By Alex C
Computer Warehouse Group Plc (CWG), a Nigerian technology company, is set to refocus its business portfolio toward cloud computing from hardware and software.
Mr. Austin Okere, Chief Executive Officer/Managing Director, CWG, said that the company’s goal is to become the biggest cloud-computing provider in Africa by 2015.
“In twelve to eighteen months time, we will approach the market again. By that time, we would have crystallized our transformation process. Our role is to be a trailblazer; to go to the exchange and show to people the value of going to the exchange. CWG plans to sell shares on the United States exchange Nasdaq in the longer term” Okere said.
Interestingly, the Nigerian Stock Exchange is seeking attain a $1 trillion market capitalization by 2016 by encouraging more technology and telecommunications companies to go public. The exchange is working to make it easier for companies in various sectors of the economy to list.
CWG closed on the floors of the NSE at 5.48 shares and traded 1, 437 volumes of shares as at Monday 19th May 2014. Market capitalisation stood at N13,836.04 million.
Large organisations are increasingly turning to the cloud as a cost-effective method of running resource-intensive applications. Cloud computing is empowering people to work from any location via their mobile device. This is because files, documents, software and locations are available online, with no physical tie to the system being used.
While businesses able to source Information Technology (IT) services on-demand according to need, there is less of a requirement for capital expenditure. Cloud vendors are responsible for managing the majority of servers and connections, and for ensuring the security of IT hardware – whereas cloud subscribers are merely consumers.
With this development, there is no longer any need to pay for services they do not require as businesses sign up for specific IT functions they require. Cloud computing providers’ reputations are built on providing secure, constantly available services to their customers.
As such, they invest significant amounts of money securing their servers, data centres and connections, which has a positive knock-on effect to other users. Individual companies may not be able to spend thousands of pounds on IT security, but as a cloud user, they benefit from economies of scale.
Cloud services enabling employees to work from almost any location, an on-premise IT disaster will not have the severity of implications it could otherwise. Many employees are able to carry on working from another location, given that they can access the tools and solutions they need over the internet.
CWG still gets 53 percent of its revenue from hardware and almost a third from software. The company provides IT services and computer networking solutions to businesses.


▶ _Requirement_
Copy the data exactly. Leave nothing out.

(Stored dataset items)
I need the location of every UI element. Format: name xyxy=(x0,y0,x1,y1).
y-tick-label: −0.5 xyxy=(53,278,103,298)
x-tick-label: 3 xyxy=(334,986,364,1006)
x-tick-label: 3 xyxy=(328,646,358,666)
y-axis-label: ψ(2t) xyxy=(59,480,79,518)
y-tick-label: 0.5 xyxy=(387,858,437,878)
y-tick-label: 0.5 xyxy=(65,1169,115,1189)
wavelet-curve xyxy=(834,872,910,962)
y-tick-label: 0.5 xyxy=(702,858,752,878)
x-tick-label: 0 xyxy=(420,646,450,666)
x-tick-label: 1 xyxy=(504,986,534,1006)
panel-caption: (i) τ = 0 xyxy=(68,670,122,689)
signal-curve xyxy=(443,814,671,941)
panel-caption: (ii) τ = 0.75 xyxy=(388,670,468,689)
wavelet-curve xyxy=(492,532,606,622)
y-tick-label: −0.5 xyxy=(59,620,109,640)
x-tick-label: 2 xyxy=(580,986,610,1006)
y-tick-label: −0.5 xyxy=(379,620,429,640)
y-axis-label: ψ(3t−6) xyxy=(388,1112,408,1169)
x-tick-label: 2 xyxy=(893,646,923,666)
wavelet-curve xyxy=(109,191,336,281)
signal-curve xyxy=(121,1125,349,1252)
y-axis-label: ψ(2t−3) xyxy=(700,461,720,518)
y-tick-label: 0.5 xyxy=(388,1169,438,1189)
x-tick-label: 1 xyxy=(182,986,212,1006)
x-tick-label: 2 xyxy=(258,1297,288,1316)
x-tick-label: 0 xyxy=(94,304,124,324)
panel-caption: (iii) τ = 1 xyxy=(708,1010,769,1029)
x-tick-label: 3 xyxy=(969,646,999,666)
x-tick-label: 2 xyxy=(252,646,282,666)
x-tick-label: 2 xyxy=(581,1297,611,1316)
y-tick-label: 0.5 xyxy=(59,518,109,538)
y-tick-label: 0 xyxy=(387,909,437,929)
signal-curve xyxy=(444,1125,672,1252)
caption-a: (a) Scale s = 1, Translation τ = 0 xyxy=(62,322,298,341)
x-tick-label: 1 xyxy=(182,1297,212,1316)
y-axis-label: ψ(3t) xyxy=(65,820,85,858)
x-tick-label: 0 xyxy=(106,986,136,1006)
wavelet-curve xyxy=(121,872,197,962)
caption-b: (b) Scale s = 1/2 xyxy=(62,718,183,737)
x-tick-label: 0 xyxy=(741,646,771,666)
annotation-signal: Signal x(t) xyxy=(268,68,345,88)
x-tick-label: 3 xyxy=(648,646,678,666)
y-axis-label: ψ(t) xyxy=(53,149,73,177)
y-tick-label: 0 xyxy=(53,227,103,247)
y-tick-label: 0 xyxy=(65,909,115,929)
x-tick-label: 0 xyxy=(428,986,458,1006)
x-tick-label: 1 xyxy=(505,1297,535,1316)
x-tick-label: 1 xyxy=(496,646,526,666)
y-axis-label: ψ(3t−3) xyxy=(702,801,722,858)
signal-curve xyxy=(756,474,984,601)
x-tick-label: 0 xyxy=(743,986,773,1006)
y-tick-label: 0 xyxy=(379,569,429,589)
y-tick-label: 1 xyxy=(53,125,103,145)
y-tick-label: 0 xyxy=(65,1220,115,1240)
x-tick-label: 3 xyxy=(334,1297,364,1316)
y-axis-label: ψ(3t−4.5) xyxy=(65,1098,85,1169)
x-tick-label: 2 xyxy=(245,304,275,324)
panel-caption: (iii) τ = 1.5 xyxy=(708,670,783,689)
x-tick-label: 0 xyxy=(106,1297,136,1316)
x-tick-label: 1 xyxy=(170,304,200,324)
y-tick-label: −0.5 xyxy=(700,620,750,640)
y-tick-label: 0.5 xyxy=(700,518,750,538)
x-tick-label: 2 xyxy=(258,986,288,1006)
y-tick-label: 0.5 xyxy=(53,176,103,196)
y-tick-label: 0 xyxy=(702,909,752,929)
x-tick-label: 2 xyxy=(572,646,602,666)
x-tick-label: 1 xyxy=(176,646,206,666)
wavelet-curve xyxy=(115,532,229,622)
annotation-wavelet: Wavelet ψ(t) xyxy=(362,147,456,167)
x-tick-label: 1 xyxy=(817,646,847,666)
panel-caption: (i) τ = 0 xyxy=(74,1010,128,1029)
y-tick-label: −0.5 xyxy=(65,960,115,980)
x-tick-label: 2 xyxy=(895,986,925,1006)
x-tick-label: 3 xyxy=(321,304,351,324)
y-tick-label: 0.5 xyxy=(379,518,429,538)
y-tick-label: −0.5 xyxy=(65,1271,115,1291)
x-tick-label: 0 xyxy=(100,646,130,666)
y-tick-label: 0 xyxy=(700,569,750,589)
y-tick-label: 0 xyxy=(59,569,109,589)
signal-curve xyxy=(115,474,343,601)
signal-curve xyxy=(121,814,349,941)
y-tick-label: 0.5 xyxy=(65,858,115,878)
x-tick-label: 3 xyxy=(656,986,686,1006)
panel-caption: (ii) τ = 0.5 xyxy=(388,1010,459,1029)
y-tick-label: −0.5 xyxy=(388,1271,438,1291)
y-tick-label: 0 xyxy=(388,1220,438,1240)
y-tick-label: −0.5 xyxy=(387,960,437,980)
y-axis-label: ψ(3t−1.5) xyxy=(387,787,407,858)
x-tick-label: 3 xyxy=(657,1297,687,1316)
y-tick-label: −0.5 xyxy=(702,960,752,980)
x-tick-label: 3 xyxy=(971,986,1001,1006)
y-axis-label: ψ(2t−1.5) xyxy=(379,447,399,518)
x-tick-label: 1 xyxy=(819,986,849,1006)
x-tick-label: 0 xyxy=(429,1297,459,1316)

▶ _Completed exercise_
I need the location of every UI element. Format: name xyxy=(x0,y0,x1,y1).
y-tick-label: −0.5 xyxy=(53,278,103,298)
x-tick-label: 3 xyxy=(334,986,364,1006)
x-tick-label: 3 xyxy=(328,646,358,666)
y-axis-label: ψ(2t) xyxy=(59,480,79,518)
y-tick-label: 0.5 xyxy=(387,858,437,878)
y-tick-label: 0.5 xyxy=(65,1169,115,1189)
wavelet-curve xyxy=(834,872,910,962)
y-tick-label: 0.5 xyxy=(702,858,752,878)
x-tick-label: 0 xyxy=(420,646,450,666)
x-tick-label: 1 xyxy=(504,986,534,1006)
panel-caption: (i) τ = 0 xyxy=(68,670,122,689)
signal-curve xyxy=(443,814,671,941)
panel-caption: (ii) τ = 0.75 xyxy=(388,670,468,689)
wavelet-curve xyxy=(492,532,606,622)
y-tick-label: −0.5 xyxy=(59,620,109,640)
x-tick-label: 2 xyxy=(580,986,610,1006)
y-tick-label: −0.5 xyxy=(379,620,429,640)
y-axis-label: ψ(3t−6) xyxy=(388,1112,408,1169)
x-tick-label: 2 xyxy=(893,646,923,666)
wavelet-curve xyxy=(109,191,336,281)
signal-curve xyxy=(121,1125,349,1252)
y-axis-label: ψ(2t−3) xyxy=(700,461,720,518)
y-tick-label: 0.5 xyxy=(388,1169,438,1189)
x-tick-label: 1 xyxy=(182,986,212,1006)
x-tick-label: 2 xyxy=(258,1297,288,1316)
x-tick-label: 0 xyxy=(94,304,124,324)
panel-caption: (iii) τ = 1 xyxy=(708,1010,769,1029)
x-tick-label: 3 xyxy=(969,646,999,666)
x-tick-label: 2 xyxy=(252,646,282,666)
x-tick-label: 2 xyxy=(581,1297,611,1316)
y-tick-label: 0.5 xyxy=(59,518,109,538)
y-tick-label: 0 xyxy=(387,909,437,929)
signal-curve xyxy=(444,1125,672,1252)
caption-a: (a) Scale s = 1, Translation τ = 0 xyxy=(62,322,298,341)
x-tick-label: 1 xyxy=(182,1297,212,1316)
y-axis-label: ψ(3t) xyxy=(65,820,85,858)
x-tick-label: 0 xyxy=(106,986,136,1006)
wavelet-curve xyxy=(121,872,197,962)
caption-b: (b) Scale s = 1/2 xyxy=(62,718,183,737)
x-tick-label: 0 xyxy=(741,646,771,666)
annotation-signal: Signal x(t) xyxy=(268,68,345,88)
x-tick-label: 3 xyxy=(648,646,678,666)
y-axis-label: ψ(t) xyxy=(53,149,73,177)
y-tick-label: 0 xyxy=(53,227,103,247)
y-tick-label: 0 xyxy=(65,909,115,929)
x-tick-label: 0 xyxy=(428,986,458,1006)
x-tick-label: 1 xyxy=(505,1297,535,1316)
x-tick-label: 1 xyxy=(496,646,526,666)
y-axis-label: ψ(3t−3) xyxy=(702,801,722,858)
signal-curve xyxy=(756,474,984,601)
x-tick-label: 0 xyxy=(743,986,773,1006)
y-tick-label: 0 xyxy=(379,569,429,589)
y-tick-label: 1 xyxy=(53,125,103,145)
y-tick-label: 0 xyxy=(65,1220,115,1240)
x-tick-label: 3 xyxy=(334,1297,364,1316)
y-axis-label: ψ(3t−4.5) xyxy=(65,1098,85,1169)
x-tick-label: 2 xyxy=(245,304,275,324)
panel-caption: (iii) τ = 1.5 xyxy=(708,670,783,689)
x-tick-label: 0 xyxy=(106,1297,136,1316)
x-tick-label: 1 xyxy=(170,304,200,324)
y-tick-label: −0.5 xyxy=(700,620,750,640)
y-tick-label: 0.5 xyxy=(700,518,750,538)
x-tick-label: 2 xyxy=(258,986,288,1006)
y-tick-label: 0.5 xyxy=(53,176,103,196)
y-tick-label: 0 xyxy=(702,909,752,929)
x-tick-label: 2 xyxy=(572,646,602,666)
x-tick-label: 1 xyxy=(176,646,206,666)
wavelet-curve xyxy=(115,532,229,622)
annotation-wavelet: Wavelet ψ(t) xyxy=(362,147,456,167)
x-tick-label: 1 xyxy=(817,646,847,666)
panel-caption: (i) τ = 0 xyxy=(74,1010,128,1029)
y-tick-label: −0.5 xyxy=(65,960,115,980)
x-tick-label: 2 xyxy=(895,986,925,1006)
x-tick-label: 3 xyxy=(321,304,351,324)
y-tick-label: 0.5 xyxy=(379,518,429,538)
y-tick-label: −0.5 xyxy=(65,1271,115,1291)
x-tick-label: 0 xyxy=(100,646,130,666)
y-tick-label: 0 xyxy=(700,569,750,589)
y-tick-label: 0 xyxy=(59,569,109,589)
signal-curve xyxy=(115,474,343,601)
signal-curve xyxy=(121,814,349,941)
y-tick-label: 0.5 xyxy=(65,858,115,878)
x-tick-label: 3 xyxy=(656,986,686,1006)
panel-caption: (ii) τ = 0.5 xyxy=(388,1010,459,1029)
y-tick-label: −0.5 xyxy=(388,1271,438,1291)
y-tick-label: 0 xyxy=(388,1220,438,1240)
y-tick-label: −0.5 xyxy=(387,960,437,980)
y-axis-label: ψ(3t−1.5) xyxy=(387,787,407,858)
x-tick-label: 3 xyxy=(657,1297,687,1316)
y-tick-label: −0.5 xyxy=(702,960,752,980)
x-tick-label: 3 xyxy=(971,986,1001,1006)
y-axis-label: ψ(2t−1.5) xyxy=(379,447,399,518)
x-tick-label: 1 xyxy=(819,986,849,1006)
x-tick-label: 0 xyxy=(429,1297,459,1316)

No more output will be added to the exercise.